‘I desire,’ he said, ‘that whatever merits I may have gained by good works may fall upon other people. May I be born again with them in the heaven of the blessed, be admitted to the family of Mi-le, and serve the Buddha of the future who is full of kindness and affection. When I descend again upon earth, to pass through other forms of existence, I desire at every new birth to fulfil my duties towards Buddha, and arrive at the last at the highest and most perfect intelligence.’
25. Having thus surveyed, however imperfectly, the belief regarding a future state held by the greater nations both of the East and West before the advent of Christianity, let us now make a few observations.
In the first place, there are manifestly two ways in which such a belief may be held. In one of these it becomes the natural result of an implicit faith in God and his goodness, which will not suffer him to disappoint the natural and innate longings of his intelligent creatures. And such a belief is most likely to arise amongst a nation which has already vividly realised the living presence and goodness of God. Now the ancient Jews were such a nation, and the belief that even death cannot break the fellowship of the believer with God comes out clearly enough in several of the Psalms. Moreover, the notion of some sort of future life lies clearly in what is said of Enoch. All this goes beyond the mere notion of Sheol, which is not thought of as a happy place. But in the time of the Maccabees this had grown into a definite belief in the resurrection, and without insisting on the truthfulness of the Second Book of Maccabees as an historical document, we may yet be sure that it embodies the feelings of the Jewish nation at the time when it was written. It is of little consequence whether a mother and seven brethren were actually put to death because they would not transgress what they believed to be the laws of God, or whether in dying they expressed their belief that they would be continued in a bodily existence by the Creator. For it is manifest from what we know of the Jews, that not merely one family but many would under similar circumstances have acted in the manner described by the historian, dying with the same fortitude and encouraged by the same hope. We have here a region in which there is no thought of the How—this troublesome question has not yet arisen, nor is it likely to arise. No doubt has yet been entertained regarding the power of God, nor would such a doubt be likely to receive much encouragement here.
26. But the human mind will not refrain from speculation, and this brings us to the second method in which a belief regarding a future state may be held. It may be held after a mode determined by speculations regarding the possible conditions of a future state. Such speculations may of course take every variety of form, but yet there are three well-defined classes into which they naturally group themselves:—
In the first place, we have the doctrine of an ethereal state, which may or may not be eternal;
Secondly, we have the doctrine of a bodily existence, which may or may not be eternal; and,
In the third place, we have the doctrine that a future state is inconceivable or impossible.

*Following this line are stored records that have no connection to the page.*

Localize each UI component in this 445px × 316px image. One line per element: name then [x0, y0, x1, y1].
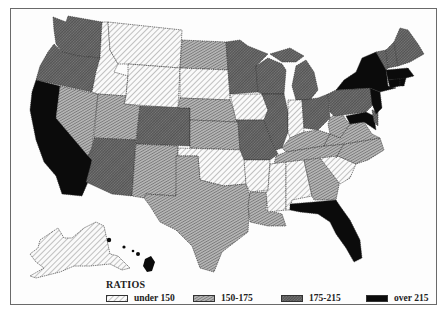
legend-label: under 150 [134, 293, 175, 303]
us-choropleth-map [0, 0, 445, 316]
state-ak[interactable] [30, 222, 130, 278]
dense-hatch-swatch-icon [281, 295, 303, 302]
medium-hatch-swatch-icon [193, 295, 215, 302]
state-sd[interactable] [180, 68, 230, 100]
light-hatch-swatch-icon [106, 295, 128, 302]
state-az[interactable] [86, 138, 136, 196]
state-wy[interactable] [124, 64, 180, 108]
solid-swatch-icon [366, 295, 388, 302]
state-ks[interactable] [190, 120, 240, 150]
state-ri[interactable] [400, 78, 406, 86]
legend-item-under-150: under 150 [106, 292, 175, 304]
state-nd[interactable] [180, 40, 228, 70]
state-ia[interactable] [230, 94, 268, 120]
legend-item-150-175: 150-175 [193, 292, 253, 304]
state-pa[interactable] [328, 88, 374, 116]
state-ar[interactable] [244, 160, 270, 192]
legend-item-over-215: over 215 [366, 292, 428, 304]
state-wi[interactable] [256, 58, 286, 94]
state-mi[interactable] [292, 60, 318, 100]
legend-title: RATIOS [106, 279, 145, 290]
state-fl[interactable] [290, 200, 362, 262]
state-mt[interactable] [108, 22, 182, 68]
legend-label: 175-215 [309, 293, 341, 303]
states-layer [30, 16, 424, 278]
state-ma[interactable] [386, 68, 414, 80]
legend-item-175-215: 175-215 [281, 292, 341, 304]
state-in[interactable] [288, 100, 304, 138]
legend-label: over 215 [394, 293, 428, 303]
state-mi-up[interactable] [270, 48, 304, 62]
legend-label: 150-175 [221, 293, 253, 303]
state-me[interactable] [394, 28, 424, 66]
state-nm[interactable] [132, 144, 178, 198]
state-co[interactable] [136, 106, 190, 146]
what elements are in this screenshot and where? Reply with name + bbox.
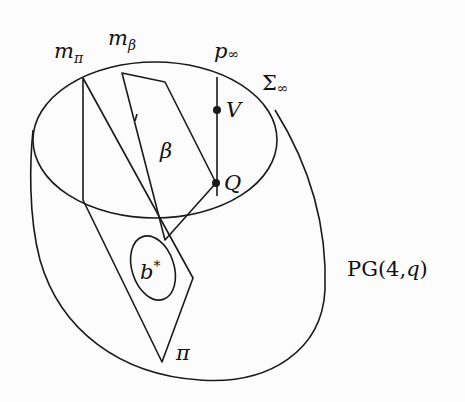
label-pg-space: PG(4,q) [347, 257, 428, 281]
label-m-beta: mβ [108, 26, 136, 53]
point-v [213, 106, 221, 114]
diagram-canvas: mπ mβ p∞ Σ∞ V Q β b* π PG(4,q) [0, 0, 465, 402]
point-q [212, 179, 220, 187]
label-pi: π [175, 341, 191, 365]
label-sigma-infinity: Σ∞ [262, 71, 289, 96]
label-beta: β [159, 139, 172, 163]
label-p-infinity: p∞ [214, 39, 239, 63]
label-m-pi: mπ [54, 39, 84, 66]
pg-space-outline [31, 110, 326, 380]
label-b-star: b* [140, 258, 160, 284]
pi-plane [83, 78, 193, 362]
label-q: Q [224, 171, 241, 195]
label-v: V [226, 98, 243, 122]
beta-tick [135, 114, 137, 121]
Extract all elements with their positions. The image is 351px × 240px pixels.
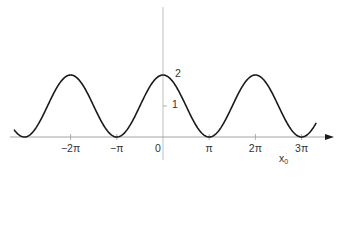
y-tick-label: 1 — [172, 98, 178, 110]
x-axis-arrow-icon — [325, 134, 334, 140]
x-axis-label: x0 — [279, 152, 288, 165]
x-axis-label-subscript: 0 — [284, 158, 288, 165]
x-tick-label: 2π — [249, 142, 262, 154]
x-tick-label: π — [206, 142, 213, 154]
x-tick-label: −2π — [61, 142, 80, 154]
x-tick-label: −π — [110, 142, 123, 154]
x-tick-label: 0 — [155, 142, 161, 154]
x-tick-label: 3π — [295, 142, 308, 154]
y-tick-label: 2 — [175, 67, 181, 79]
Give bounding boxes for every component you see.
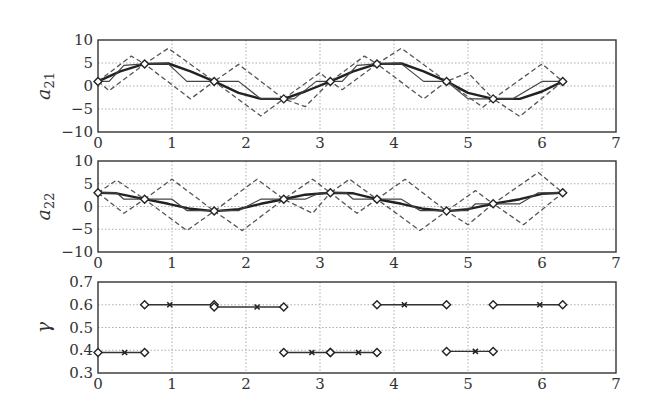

27. The first of these beliefs was probably held by a portion of the Egyptians, Greeks, and Romans, and by most of the Jews. It was likewise held by many amongst the eastern nations. It formed indeed one of the two ways of imagining a future state, but it was of a very vague and dreary nature; and from the passage of Homer already quoted ([Art. 14]), we realise the longing supposed to be felt by the inhabitants of such a place to escape into a more substantial region. Unquestionably it was not a place in which practical men like the Jews, for instance, would wish to dwell, and yet no doubt it had great attraction for minds of a visionary and ecstatic nature, who held matter to be the source of evil.
The return of the soul to its divine original, an Egyptian doctrine, the entrance into Nirvâna, proclaimed by Buddha, and the absorption into Buddha himself, proclaimed by some of his followers, are all proofs that a doctrine of this nature has peculiar fascinations for a dreamy order of minds. Nor must we analyse too rigidly the exact meaning and tendency of such doctrines, inasmuch as we cannot easily enter into the real feelings of those who propounded them, and who probably entertained conceptions which cannot adequately be expressed in words.
28. Coming now to the belief in a bodily future existence, it is remarkable that the doctrine of a transmigration of souls was extensively prevalent among all the nations we have named, if we except the Jews. It was believed in, as we have seen, by a large class of the Egyptians; it was introduced into Greece by Pythagoras and his followers; it is considered to have been from time immemorial a common property of the various religions of the extreme East; and it is recorded by Cæsar that the Druids believed in the same doctrine, although they confined the transmigration to human bodies.